An independent publisher based in Cambridge. Releases 20-40 titles per year. Operates a hybrid publishing model offering different kinds of agreements depending on the author and the manuscript. Some authors are offered a ‘traditional’ model, whereby the publisher covers the full cost of publication and the author is offered royalties (8-10%). Some authors are offered a partnership or contributory agreement, whereby the author is asked for a financial contribution. In this case, the author receives around 60-75% royalties.

[See the full listing]

Mysteries Contained Therein: In Praise of the Literary Journal Longform Interview

lithub.com – Sunday February 5, 2023

“I’ve never consciously strategized about how to make a sentence, let alone a poem.

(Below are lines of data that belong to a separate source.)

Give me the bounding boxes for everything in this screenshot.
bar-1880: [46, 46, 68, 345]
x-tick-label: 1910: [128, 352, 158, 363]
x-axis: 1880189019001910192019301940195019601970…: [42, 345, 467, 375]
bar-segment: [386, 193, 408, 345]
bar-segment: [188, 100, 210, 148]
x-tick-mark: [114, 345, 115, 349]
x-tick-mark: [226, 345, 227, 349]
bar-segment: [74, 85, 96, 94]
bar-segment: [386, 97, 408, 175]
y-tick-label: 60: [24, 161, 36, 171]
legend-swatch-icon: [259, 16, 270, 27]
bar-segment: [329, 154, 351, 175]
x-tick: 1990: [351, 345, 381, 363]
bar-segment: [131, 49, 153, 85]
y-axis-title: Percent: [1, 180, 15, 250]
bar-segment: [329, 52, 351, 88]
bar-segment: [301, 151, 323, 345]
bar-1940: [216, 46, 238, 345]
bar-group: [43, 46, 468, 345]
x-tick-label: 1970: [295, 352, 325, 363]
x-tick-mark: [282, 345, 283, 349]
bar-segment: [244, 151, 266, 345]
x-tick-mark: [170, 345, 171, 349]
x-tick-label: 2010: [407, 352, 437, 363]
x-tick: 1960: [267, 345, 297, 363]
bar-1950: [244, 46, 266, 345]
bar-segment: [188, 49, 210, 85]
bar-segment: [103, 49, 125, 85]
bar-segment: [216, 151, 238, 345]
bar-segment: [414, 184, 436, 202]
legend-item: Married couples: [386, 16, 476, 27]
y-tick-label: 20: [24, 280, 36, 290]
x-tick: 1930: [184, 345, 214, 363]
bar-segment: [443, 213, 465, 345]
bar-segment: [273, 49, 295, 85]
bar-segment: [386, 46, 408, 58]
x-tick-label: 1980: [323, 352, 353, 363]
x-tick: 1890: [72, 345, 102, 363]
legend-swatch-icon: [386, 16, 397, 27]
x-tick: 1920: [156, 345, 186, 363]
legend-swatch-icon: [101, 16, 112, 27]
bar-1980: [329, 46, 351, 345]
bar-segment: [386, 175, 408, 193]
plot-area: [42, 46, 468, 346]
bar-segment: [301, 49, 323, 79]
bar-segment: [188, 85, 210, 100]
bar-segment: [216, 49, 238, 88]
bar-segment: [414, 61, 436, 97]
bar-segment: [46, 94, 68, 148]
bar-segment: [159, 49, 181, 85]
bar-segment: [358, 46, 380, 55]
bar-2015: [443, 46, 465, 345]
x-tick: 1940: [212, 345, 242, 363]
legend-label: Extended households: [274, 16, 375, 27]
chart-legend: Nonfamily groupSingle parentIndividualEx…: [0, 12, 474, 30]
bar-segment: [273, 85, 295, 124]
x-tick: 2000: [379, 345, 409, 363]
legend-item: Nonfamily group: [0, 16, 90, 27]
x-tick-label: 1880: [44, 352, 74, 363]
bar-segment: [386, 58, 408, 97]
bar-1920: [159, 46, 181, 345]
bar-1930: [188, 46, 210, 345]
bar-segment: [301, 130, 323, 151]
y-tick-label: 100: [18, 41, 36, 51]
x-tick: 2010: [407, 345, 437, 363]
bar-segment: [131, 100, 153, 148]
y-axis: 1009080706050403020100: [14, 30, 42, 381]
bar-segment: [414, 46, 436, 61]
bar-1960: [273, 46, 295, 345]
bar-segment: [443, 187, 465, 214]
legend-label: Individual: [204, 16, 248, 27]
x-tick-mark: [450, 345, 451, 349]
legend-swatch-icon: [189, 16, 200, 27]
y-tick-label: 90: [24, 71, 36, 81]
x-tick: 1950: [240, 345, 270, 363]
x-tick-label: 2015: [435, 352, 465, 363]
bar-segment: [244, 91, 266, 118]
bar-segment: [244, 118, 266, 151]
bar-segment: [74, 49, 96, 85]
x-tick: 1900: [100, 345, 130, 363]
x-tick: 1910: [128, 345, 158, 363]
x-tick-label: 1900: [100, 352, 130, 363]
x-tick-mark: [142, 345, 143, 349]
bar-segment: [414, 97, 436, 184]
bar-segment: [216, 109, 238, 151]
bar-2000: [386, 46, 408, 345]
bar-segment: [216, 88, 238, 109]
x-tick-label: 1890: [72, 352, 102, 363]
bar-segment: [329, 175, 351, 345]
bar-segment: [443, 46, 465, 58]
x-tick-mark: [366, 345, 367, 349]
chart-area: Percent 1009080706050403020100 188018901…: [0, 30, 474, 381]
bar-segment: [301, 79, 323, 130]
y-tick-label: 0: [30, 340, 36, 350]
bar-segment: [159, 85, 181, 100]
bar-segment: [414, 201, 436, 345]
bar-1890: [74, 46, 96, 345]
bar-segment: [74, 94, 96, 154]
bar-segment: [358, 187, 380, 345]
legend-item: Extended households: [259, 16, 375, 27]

But I can see, even in the earliest poems, that my way of making a sentence involves enacting the push and pull of my interior life, a way of approaching a statement while also making room for its opposite.” In the year since the poet Carl Phillips wrote those lines in our conversation for Image, I’ve lingered over their sound and sense. Their wisdom. How we might discover ourselves through syntax.

No literary action is more instructive for me than the longform interview. At Image, we feature one interview per issue: an anchor for the surrounding words and art. I’ve long admired Phillips as a poet, but after our conversation I more fully appreciated his method. Interviews partially reveal the mysteries of process and vision. Literary magazines—spaces where craft and contemplation reside—are the perfect homes for these conversations.

[Read the full article]

7 Newsletters That Will Improve Your Writing

electricliterature.com – Saturday February 4, 2023

The resurgence of the email newsletter over the past couple of years is great news for writers. So much of our work requires probing our deepest thoughts in isolation, biting our cuticles, staring at cracked paint on the walls. Whether online or IRL, sharing insights and developing community is essential for survival. Subscribing to newsletters by writers, for writers is a way of staying in conversation with peers. Email newsletters can offer emotional support, tips and exercises for improving craft, and resources for getting published that might otherwise be inaccessible, especially to writers beginning their careers. Some even promote community-building by establishing writing challenges and providing platforms for writers to discuss their experiences. The seven newsletters below offer the best of craft and publishing advice, writing prompts, pitch calls, and encouragement and commiseration about the writing life.